You should still use type-level “semver” when distributing through channels that expect it.

But what if you’re not making libraries?

There are too many variables to give a single correct answer. I will insteads detail an example for choices I made on a project of my own.

By example

The project I want to version is a specification in the form of text in a pdf document. What kind of changes can I expect to make?

Since this is a specification, any addition of features is equally breaking. Implementations would have to support the new feature, therefore their implementation would break. However, we can perhaps subdivide changes in a more linguistic approach.

First there is semantic changes. The intention of the document changes. The Bedeutung from Frege’s Über Sinn und Bedeutung.

Then there is changes in wording without changing the intent of the document. Frege’s Sinn.

Finally, there’s plain old typos.

Unfortunately there is not automated tool that can reliably tell such changes appart. A comma can be an innocent mistake or completely change the meaning of a sentence. A repeated “not” can be a real double negation or word that accidentally got typed twice in editing.
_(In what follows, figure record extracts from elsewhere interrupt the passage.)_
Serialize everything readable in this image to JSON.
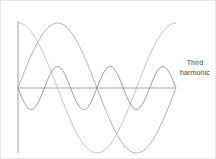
{
  "figure": {
    "title": "",
    "background_color": "#ffffff",
    "border_color": "#e8e8e8",
    "width": 216,
    "height": 159
  },
  "annotation": {
    "line1": "Third",
    "line2": "harmonic",
    "color": "#444444"
  },
  "axes": {
    "x_axis_color": "#8a8a8a",
    "y_axis_color": "#8a8a8a",
    "origin_x": 17,
    "origin_y": 87,
    "x_axis_end": 174,
    "y_axis_top": 20,
    "y_axis_bottom": 152
  },
  "chart_data": {
    "type": "line",
    "title": "",
    "xlabel": "",
    "ylabel": "",
    "grid": false,
    "legend_position": "right",
    "xlim": [
      0,
      3
    ],
    "ylim": [
      -1.1,
      1.1
    ],
    "annotations": [
      {
        "text": "Third harmonic",
        "x": 3.15,
        "y": 0.45
      }
    ],
    "series": [
      {
        "name": "Fundamental (sine)",
        "form": "sin",
        "amplitude": 1.0,
        "cycles": 3,
        "phase_deg": 0,
        "color": "#8a8a8a",
        "x": [
          0,
          0.25,
          0.5,
          0.75,
          1,
          1.25,
          1.5,
          1.75,
          2,
          2.25,
          2.5,
          2.75,
          3
        ],
        "values": [
          0,
          1,
          0,
          -1,
          0,
          1,
          0,
          -1,
          0,
          1,
          0,
          -1,
          0
        ]
      },
      {
        "name": "Fundamental (cosine, phase shifted)",
        "form": "cos",
        "amplitude": 1.0,
        "cycles": 3,
        "phase_deg": 90,
        "color": "#a8a8a8",
        "x": [
          0,
          0.25,
          0.5,
          0.75,
          1,
          1.25,
          1.5,
          1.75,
          2,
          2.25,
          2.5,
          2.75,
          3
        ],
        "values": [
          1,
          0,
          -1,
          0,
          1,
          0,
          -1,
          0,
          1,
          0,
          -1,
          0,
          1
        ]
      },
      {
        "name": "Third harmonic",
        "form": "sin",
        "amplitude": 0.33,
        "cycles": 9,
        "phase_deg": 180,
        "color": "#6f6f6f",
        "x": [
          0,
          0.083,
          0.167,
          0.25,
          0.333,
          0.417,
          0.5,
          0.583,
          0.667,
          0.75,
          0.833,
          0.917,
          1
        ],
        "values": [
          0,
          -0.33,
          0,
          0.33,
          0,
          -0.33,
          0,
          0.33,
          0,
          -0.33,
          0,
          0.33,
          0
        ]
      }
    ]
  }
}
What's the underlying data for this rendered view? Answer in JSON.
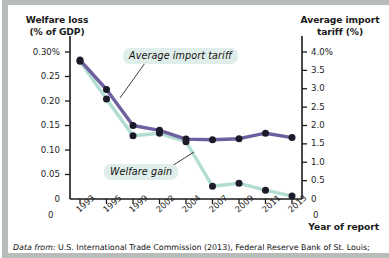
{
  "figure": {
    "left_axis_title": "Welfare loss\n(% of GDP)",
    "left_axis_title_line1": "Welfare loss",
    "left_axis_title_line2": "(% of GDP)",
    "right_axis_title_line1": "Average import",
    "right_axis_title_line2": "tariff (%)",
    "x_axis_title": "Year of report",
    "source_lead": "Data from:",
    "source_text": " U.S. International Trade Commission (2013), Federal Reserve Bank of St. Louis;",
    "colors": {
      "tariff_line": "#6e5f9e",
      "welfare_line": "#b2ddd3",
      "marker": "#1b1b2a",
      "axis": "#1b1b1b",
      "callout_bg": "#dfeeea",
      "background": "#ffffff",
      "page_edge": "#b9bdba"
    }
  },
  "chart_data": {
    "type": "line",
    "title": "",
    "xlabel": "Year of report",
    "categories": [
      "1993",
      "1995",
      "1999",
      "2002",
      "2004",
      "2007",
      "2009",
      "2011",
      "2013"
    ],
    "left_axis": {
      "label_line1": "Welfare loss",
      "label_line2": "(% of GDP)",
      "ticks": [
        "0.30%",
        "0.25",
        "0.20",
        "0.15",
        "0.10",
        "0.05",
        "0"
      ],
      "tick_values": [
        0.3,
        0.25,
        0.2,
        0.15,
        0.1,
        0.05,
        0
      ],
      "ylim": [
        0,
        0.3
      ],
      "unit": "% of GDP"
    },
    "right_axis": {
      "label_line1": "Average import",
      "label_line2": "tariff (%)",
      "ticks": [
        "4.0%",
        "3.5",
        "3.0",
        "2.5",
        "2.0",
        "1.5",
        "1.0",
        "0.5",
        "0"
      ],
      "tick_values": [
        4.0,
        3.5,
        3.0,
        2.5,
        2.0,
        1.5,
        1.0,
        0.5,
        0
      ],
      "ylim": [
        0,
        4.0
      ],
      "unit": "%"
    },
    "grid": false,
    "legend": "annotations",
    "series": [
      {
        "name": "Average import tariff",
        "axis": "right",
        "color": "#6e5f9e",
        "annotation": "Average import tariff",
        "values": [
          3.78,
          2.98,
          2.0,
          1.87,
          1.63,
          1.61,
          1.64,
          1.79,
          1.67
        ]
      },
      {
        "name": "Welfare gain",
        "axis": "left",
        "color": "#b2ddd3",
        "annotation": "Welfare gain",
        "values": [
          0.281,
          0.204,
          0.129,
          0.134,
          0.117,
          0.026,
          0.032,
          0.018,
          0.006
        ]
      }
    ]
  }
}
If the potential interpretation of a sentence does not change, why would I even release a new version?

It appears sensible to consider any change a breaking change. If typo’s are so frequent they cause too many major version bumps, I just won’t release typo corrections as often. So, semantic versioning (or a similar concept) does not seem like a good choice for this project.

Going back to why I want version numbers - People should easily be able to tell who has the newest version. I need a partial order, even better if it’s total. - I want to be able to find the source/repository state of a specific document. - I thought about distringuishing between large changes and small changes, but thought better of it. Any change may be breaking, so let’s act like it.
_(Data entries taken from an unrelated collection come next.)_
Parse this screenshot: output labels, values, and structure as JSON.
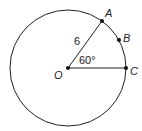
{
  "diagram": {
    "type": "circle-sector",
    "center": {
      "label": "O",
      "x": 68,
      "y": 68
    },
    "radius_px": 58,
    "points": [
      {
        "label": "A",
        "x": 102,
        "y": 21
      },
      {
        "label": "B",
        "x": 119,
        "y": 40
      },
      {
        "label": "C",
        "x": 126,
        "y": 68
      }
    ],
    "radius_label": "6",
    "angle_label": "60°",
    "colors": {
      "stroke": "#222222",
      "background": "#ffffff"
    }
  }
}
Commit hashes are insufficient because I want people to immediately know which version of a document is the latest.

Commit dates would work fine for the moment. I only have 1 branch that gets released in the wild, only work from my own timezone, and don’t release more often than once daily. But I don’t want to be forced to maintain that situation indefinitely.

Git describe would be nice, but my CI/CD pipeline is using shallow clones, so versioning may suddenly break if the last tag is farther away than the clone depth. I could parse the result of git describe and throw an error if it is unexpected. That way bad versions don’t make it to release, but how would should such a broken pipeline be fixed? Bump the release number? Increase clone depth? Neither option I particularly like.
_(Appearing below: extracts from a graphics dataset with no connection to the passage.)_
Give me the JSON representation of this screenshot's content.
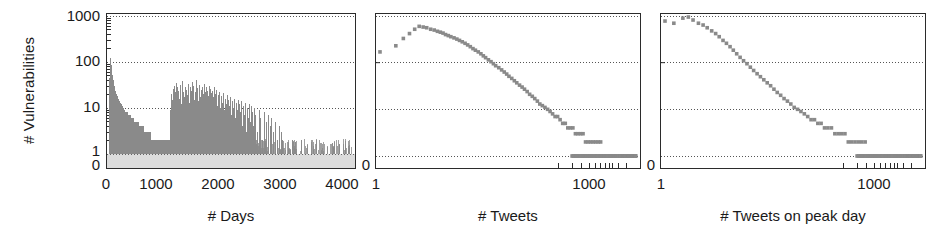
{
  "figure": {
    "background": "#ffffff",
    "marker_color": "#8a8a8a",
    "axis_color": "#2b2b2b",
    "grid_color": "#555555"
  },
  "chart_data": [
    {
      "type": "bar",
      "title": "",
      "panel_index": 1,
      "xlabel": "# Days",
      "ylabel": "# Vulnerabilities",
      "xscale": "linear",
      "yscale": "log",
      "xlim": [
        0,
        4000
      ],
      "ylim": [
        1,
        1000
      ],
      "grid": true,
      "legend": "none",
      "xticks": [
        "0",
        "1000",
        "2000",
        "3000",
        "4000"
      ],
      "xtick_values": [
        0,
        1000,
        2000,
        3000,
        4000
      ],
      "yticks": [
        "1000",
        "100",
        "10",
        "1",
        "0"
      ],
      "ytick_values": [
        1000,
        100,
        10,
        1,
        0
      ],
      "description": "Dense vertical spike histogram of vulnerability counts per day",
      "x": [
        5,
        12,
        18,
        25,
        30,
        36,
        42,
        48,
        55,
        60,
        66,
        72,
        78,
        84,
        90,
        96,
        102,
        108,
        114,
        120,
        126,
        132,
        138,
        144,
        150,
        156,
        162,
        168,
        174,
        180,
        186,
        192,
        198,
        204,
        210,
        216,
        222,
        228,
        234,
        240,
        250,
        260,
        270,
        280,
        290,
        300,
        312,
        324,
        336,
        348,
        360,
        372,
        384,
        396,
        408,
        420,
        432,
        444,
        456,
        468,
        480,
        492,
        504,
        516,
        528,
        540,
        552,
        564,
        576,
        588,
        600,
        612,
        624,
        636,
        648,
        660,
        672,
        684,
        696,
        708,
        720,
        732,
        744,
        756,
        768,
        780,
        792,
        804,
        816,
        828,
        840,
        852,
        864,
        876,
        888,
        900,
        912,
        924,
        936,
        948,
        960,
        972,
        984,
        996,
        1008,
        1020,
        1032,
        1044,
        1056,
        1068,
        1080,
        1092,
        1104,
        1116,
        1128,
        1140,
        1152,
        1164,
        1176,
        1188,
        1200,
        1212,
        1224,
        1236,
        1248,
        1260,
        1272,
        1284,
        1296,
        1308,
        1320,
        1332,
        1344,
        1356,
        1368,
        1380,
        1392,
        1404,
        1416,
        1428,
        1440,
        1452,
        1464,
        1476,
        1488,
        1500,
        1512,
        1524,
        1536,
        1548,
        1560,
        1572,
        1584,
        1596,
        1608,
        1620,
        1632,
        1644,
        1656,
        1668,
        1680,
        1692,
        1704,
        1716,
        1728,
        1740,
        1752,
        1764,
        1776,
        1788,
        1800,
        1815,
        1830,
        1845,
        1860,
        1875,
        1890,
        1905,
        1920,
        1935,
        1950,
        1965,
        1980,
        1995,
        2010,
        2025,
        2040,
        2055,
        2070,
        2085,
        2100,
        2115,
        2130,
        2145,
        2160,
        2175,
        2190,
        2205,
        2220,
        2235,
        2250,
        2265,
        2280,
        2295,
        2310,
        2325,
        2340,
        2355,
        2370,
        2385,
        2400,
        2430,
        2460,
        2490,
        2520,
        2550,
        2580,
        2610,
        2640,
        2670,
        2700,
        2730,
        2760,
        2790,
        2820,
        2850,
        2880,
        2910,
        2940,
        2970,
        3000,
        3040,
        3080,
        3120,
        3160,
        3200,
        3240,
        3280,
        3320,
        3360,
        3400,
        3450,
        3500,
        3550,
        3600,
        3650,
        3700,
        3750,
        3800,
        3850,
        3900,
        3950
      ],
      "values": [
        28,
        44,
        62,
        95,
        120,
        86,
        70,
        58,
        52,
        45,
        40,
        36,
        33,
        30,
        28,
        26,
        24,
        22,
        21,
        20,
        19,
        18,
        17,
        17,
        16,
        15,
        15,
        14,
        14,
        13,
        13,
        12,
        12,
        11,
        11,
        11,
        10,
        10,
        10,
        9,
        9,
        9,
        8,
        8,
        8,
        8,
        7,
        7,
        7,
        7,
        6,
        6,
        6,
        6,
        6,
        5,
        5,
        5,
        5,
        5,
        5,
        4,
        4,
        4,
        4,
        4,
        4,
        4,
        3,
        3,
        3,
        3,
        3,
        3,
        3,
        3,
        3,
        3,
        2,
        2,
        2,
        2,
        2,
        2,
        2,
        2,
        2,
        2,
        2,
        2,
        2,
        2,
        2,
        2,
        2,
        2,
        2,
        2,
        2,
        2,
        2,
        2,
        2,
        2,
        9,
        12,
        20,
        15,
        26,
        30,
        18,
        22,
        35,
        28,
        14,
        24,
        16,
        31,
        20,
        12,
        27,
        38,
        22,
        17,
        29,
        14,
        25,
        19,
        33,
        21,
        13,
        28,
        16,
        24,
        36,
        18,
        30,
        15,
        22,
        40,
        19,
        27,
        14,
        23,
        31,
        17,
        25,
        12,
        28,
        20,
        34,
        16,
        22,
        29,
        13,
        24,
        18,
        30,
        15,
        26,
        21,
        12,
        23,
        17,
        28,
        14,
        20,
        25,
        11,
        19,
        15,
        22,
        10,
        18,
        13,
        21,
        9,
        16,
        12,
        19,
        8,
        15,
        11,
        17,
        7,
        14,
        10,
        16,
        6,
        13,
        9,
        15,
        5,
        12,
        8,
        14,
        4,
        11,
        7,
        13,
        3,
        10,
        6,
        12,
        9,
        5,
        11,
        8,
        4,
        10,
        7,
        3,
        9,
        6,
        2,
        8,
        5,
        7,
        4,
        6,
        3,
        5,
        2,
        4,
        3,
        2,
        1,
        1,
        1,
        1,
        2,
        1,
        1,
        1,
        2,
        1,
        1,
        1,
        1,
        1,
        2,
        1,
        1,
        1,
        1,
        1,
        1,
        1,
        1,
        1,
        1,
        1,
        1,
        2,
        1,
        1,
        1,
        1,
        1,
        1,
        1,
        1,
        1,
        1,
        1,
        1,
        1
      ]
    },
    {
      "type": "scatter",
      "title": "",
      "panel_index": 2,
      "xlabel": "# Tweets",
      "ylabel": "",
      "xscale": "log",
      "yscale": "log",
      "xlim": [
        1,
        2000
      ],
      "ylim": [
        1,
        1000
      ],
      "grid": true,
      "legend": "none",
      "xticks": [
        "1",
        "1000"
      ],
      "xtick_values": [
        1,
        1000
      ],
      "yticks": [
        "0"
      ],
      "ytick_values": [
        0
      ],
      "marker": "square",
      "description": "Distribution of vulnerabilities by number of tweets; hump peaking near 600 around x=3 then power-law decay to a dense floor at y=1",
      "x": [
        1,
        1.6,
        2,
        2.4,
        2.8,
        3.2,
        3.6,
        4,
        4.5,
        5,
        5.5,
        6,
        6.5,
        7,
        7.6,
        8.2,
        9,
        9.8,
        10.6,
        11.5,
        12.5,
        13.5,
        14.6,
        15.8,
        17,
        18.5,
        20,
        21.5,
        23,
        25,
        27,
        29,
        31,
        34,
        37,
        40,
        43,
        46,
        50,
        54,
        58,
        63,
        68,
        73,
        79,
        85,
        92,
        99,
        107,
        115,
        124,
        134,
        145,
        156,
        168,
        181,
        195,
        210,
        227,
        245,
        264,
        285,
        307,
        331,
        357,
        385,
        415,
        447,
        482,
        520,
        560,
        604,
        650,
        700,
        755,
        813,
        876,
        944,
        1017,
        1096,
        1181,
        1273,
        1372,
        1478,
        1593,
        1716,
        1850
      ],
      "values": [
        170,
        230,
        330,
        420,
        520,
        600,
        580,
        560,
        520,
        500,
        470,
        450,
        430,
        400,
        380,
        360,
        340,
        320,
        300,
        280,
        260,
        240,
        220,
        200,
        185,
        170,
        155,
        140,
        128,
        115,
        105,
        95,
        86,
        78,
        70,
        63,
        57,
        51,
        46,
        41,
        37,
        33,
        30,
        27,
        24,
        21,
        19,
        17,
        15,
        13,
        12,
        11,
        10,
        9,
        8,
        7,
        7,
        6,
        5,
        5,
        4,
        4,
        4,
        3,
        3,
        3,
        3,
        2,
        2,
        2,
        2,
        2,
        2,
        2,
        1,
        1,
        1,
        1,
        1,
        1,
        1,
        1,
        1,
        1,
        1,
        1,
        1
      ]
    },
    {
      "type": "scatter",
      "title": "",
      "panel_index": 3,
      "xlabel": "# Tweets on peak day",
      "ylabel": "",
      "xscale": "log",
      "yscale": "log",
      "xlim": [
        1,
        2000
      ],
      "ylim": [
        1,
        1000
      ],
      "grid": true,
      "legend": "none",
      "xticks": [
        "1",
        "1000"
      ],
      "xtick_values": [
        1,
        1000
      ],
      "yticks": [
        "0"
      ],
      "ytick_values": [
        0
      ],
      "marker": "square",
      "description": "Distribution of vulnerabilities by number of tweets on the peak day; starts near 800-1000 and decays steeply to a dense floor at y=1",
      "x": [
        1,
        1.3,
        1.7,
        2,
        2.3,
        2.7,
        3.1,
        3.5,
        4,
        4.5,
        5,
        5.6,
        6.2,
        6.9,
        7.6,
        8.4,
        9.3,
        10.3,
        11.4,
        12.6,
        13.9,
        15.4,
        17,
        18.8,
        20.8,
        23,
        25.4,
        28,
        31,
        34.3,
        37.9,
        41.9,
        46.3,
        51.2,
        56.6,
        62.6,
        69.2,
        76.5,
        84.6,
        93.5,
        103,
        114,
        126,
        140,
        155,
        171,
        189,
        209,
        231,
        255,
        282,
        312,
        345,
        381,
        421,
        465,
        514,
        568,
        628,
        694,
        767,
        848,
        937,
        1036,
        1145,
        1266,
        1399,
        1546,
        1709,
        1889
      ],
      "values": [
        780,
        700,
        900,
        950,
        820,
        700,
        640,
        560,
        480,
        420,
        360,
        300,
        260,
        220,
        185,
        155,
        130,
        110,
        95,
        80,
        68,
        58,
        50,
        43,
        37,
        32,
        27,
        23,
        20,
        17,
        15,
        13,
        11,
        10,
        9,
        8,
        7,
        6,
        6,
        5,
        5,
        4,
        4,
        4,
        3,
        3,
        3,
        3,
        2,
        2,
        2,
        2,
        2,
        2,
        1,
        1,
        1,
        1,
        1,
        1,
        1,
        1,
        1,
        1,
        1,
        1,
        1,
        1,
        1,
        1
      ]
    }
  ]
}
But versioning is a multidimensional problem, so I’m using two strategies. Commit hashes and commit dates. That will give me both identifiers and comparability (most of the time).

In practice

I took the above concepts into practice with the following steps:

  1. Make sure the version number is being used in the document.

I’m creating the document in latex and using this trick

  1. Adapt the CI/CD pipeline, my build stage:
build:
  stage: build
  artifacts:
    paths:
    - ${DOC}.pdf
  image: <my latex container>
  script:
    - export DATE=$(echo ${CI_COMMIT_TIMESTAMP} | sed 's/T.*//')
    - export VERSION=${CI_COMMIT_SHA}
    - pdflatex ${ARGS} -jobname=${DOC} "\def\version{${VERSION}} \input{${DOC}.tex}" -draftmode
    - pdflatex ${ARGS} -jobname=${DOC} "\def\version{${VERSION}} \input{${DOC}.tex}" -draftmode > /dev/null
    - bibtex ${DOC}
    - pdflatex ${ARGS} -jobname=${DOC} "\def\version{${VERSION}} \input{${DOC}.tex}" -draftmode > /dev/null
    - pdflatex ${ARGS} -jobname=${DOC} "\def\version{${VERSION}} \date{${DATE}} \input{${DOC}.tex}"

DOC and ARGS are defined alsewhere in the .gitlab-ci.yml file

Latex requires you to repeat build commands. Don’t ask, I don’t know either.

That’s it!

In conclusion

It is harder that one would expect to do automated versioning right. The main problem is statelessness. Versions generally depend on information from past commits, but that information may not be available for efficiency. It is also quite difficult to determine useful, correct semantics for version numbers.